Storm on Lake St Claire (VonStroke re-vamp)
- Key
- 5A · C minor
- BPM
- 126
- Open Key
- 10m
- Energy
- 44/100
- Pop
- 0/100
- Length
- 6:41
- Released
- 2009
- Genre
- Tech House
- Loudness
- -11.1 dB
- ISRC
- US75Z0900226
Key, BPM and audio features: model-based audio analysis · how we measure · catalogue updated July 2026
A club-tempo tech house cut, Storm on Lake St Claire (VonStroke re-vamp) sits in C minor (5A) at 126 BPM. The feel is dark and steady. The mix is almost entirely instrumental. The master keeps real dynamic headroom. A 2009 production that still circulates in sets. More underground than 99% of Claude VonStroke's catalogue.
- Energy:
- calmer than 91% of Claude VonStroke's catalogue
- Brightness:
- darker than 90% of Claude VonStroke's catalogue
Sonic profile
Frequency spectrum
amplitude · bass → treble
FAQ
What key is Storm on Lake St Claire (VonStroke re-vamp) in?
Storm on Lake St Claire (VonStroke re-vamp) by Claude VonStroke is in C minor, or 5A on the Camelot wheel.
What BPM is Storm on Lake St Claire (VonStroke re-vamp)?
Storm on Lake St Claire (VonStroke re-vamp) runs at 126 BPM, a club-tempo track.
What mixes well with Storm on Lake St Claire (VonStroke re-vamp)?
From 5A it blends harmonically with 6A, 5B, 4A. Moving to 6A lifts the energy a step.
Is Storm on Lake St Claire (VonStroke re-vamp) good for peak time?
With energy 44 out of 100 at 126 BPM, it works best as a warm-up or breakdown cut.
Mixes harmonically
5A → 4A · 6A · 5BFrom 5A, 6A (G minor) lifts the energy a step; 5B (E♭ major) brightens to the relative major; 4A (F minor) cools the energy down a step.
How to mix it
In 5A at 126 BPM: 6A (G minor) — move to 6A to push the floor harder; 5B (E♭ major) — switch to 5B for a mood change without losing the groove; 4A (F minor) — drop to 4A to bring the room down gently.
Pitch range at ±6%: 118-134 BPM — anything in that window beatmatches without sounding stretched.
Key on the fader: without key lock (Master Tempo on CDJs), above roughly +5% it plays a semitone higher, so treat it as 12A rather than 5A; below -5% it reads as 10A. With key lock on, it stays 5A across the whole range.
Programming: a warm-up or breakdown cut — early set or after a peak to reset the room.
Similar tempo
Within ±3 BPM of 126 — beatmatch without a big tempo pull.
More tech house
More from Claude VonStroke
Full profileOther recommendations
Beyond strict key and genre matches: tracks that still sit in beatmatch range of 126 BPM with a compatible energy and groove — candidates for a key jump or a genre crossover.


PROBLEM TO SOLVE
Among the entries below, one stretch runs from the line that contains "is (1127, 916)." through the line that contains "The height and width of the screenshot is (654, 1412).". Repeat that stretch exactly, ends included, and only that.

SOURCE INFORMATION
---

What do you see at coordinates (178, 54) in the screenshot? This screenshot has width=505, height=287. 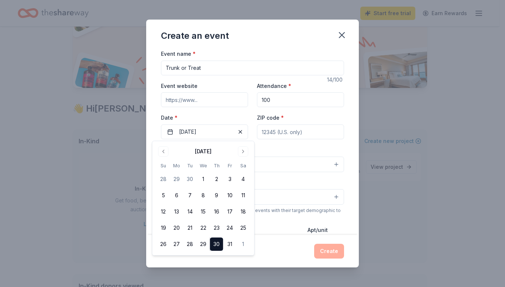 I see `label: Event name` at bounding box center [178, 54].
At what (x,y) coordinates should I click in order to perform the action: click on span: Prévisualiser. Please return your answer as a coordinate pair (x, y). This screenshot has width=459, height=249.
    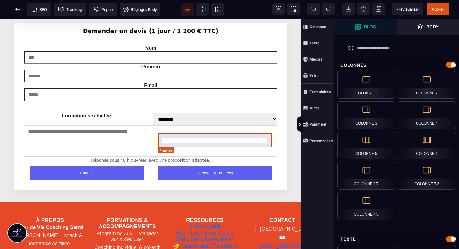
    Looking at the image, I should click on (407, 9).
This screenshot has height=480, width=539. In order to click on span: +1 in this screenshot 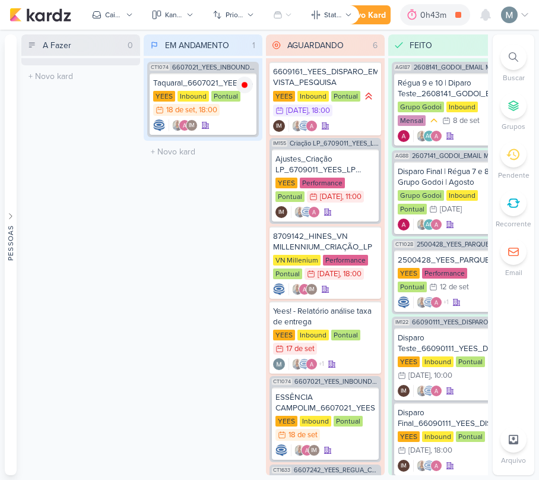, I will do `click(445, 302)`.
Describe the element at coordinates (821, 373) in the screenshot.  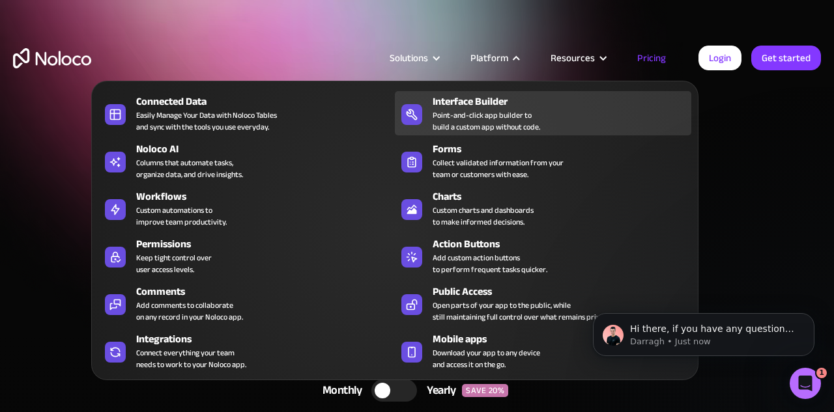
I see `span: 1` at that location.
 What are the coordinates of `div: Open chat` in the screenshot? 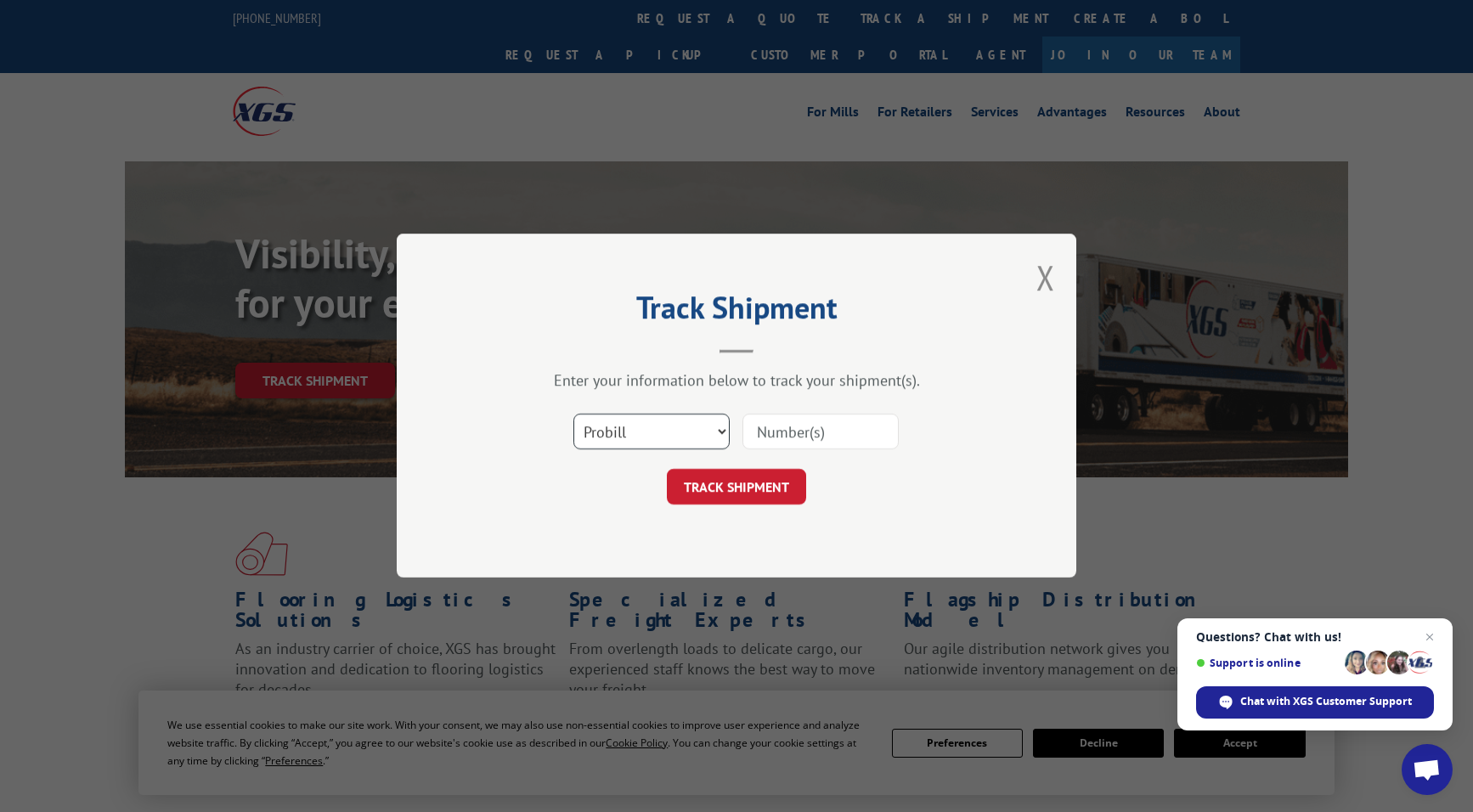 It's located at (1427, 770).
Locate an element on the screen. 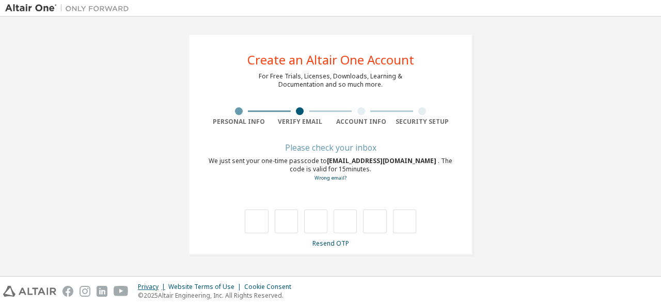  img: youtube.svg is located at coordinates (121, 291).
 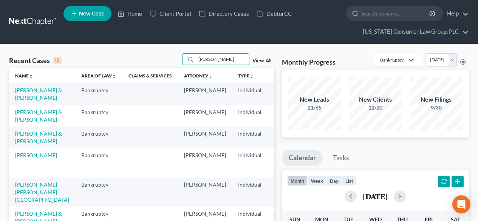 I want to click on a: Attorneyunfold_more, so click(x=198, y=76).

---

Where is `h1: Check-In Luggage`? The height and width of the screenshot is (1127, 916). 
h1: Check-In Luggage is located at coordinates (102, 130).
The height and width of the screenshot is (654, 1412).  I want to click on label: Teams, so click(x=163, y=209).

---

WRITTEN REPLY
Where is `h1: Check-In Luggage`? The height and width of the screenshot is (1127, 916). 
h1: Check-In Luggage is located at coordinates (102, 130).
The height and width of the screenshot is (654, 1412).  I want to click on label: Teams, so click(x=163, y=209).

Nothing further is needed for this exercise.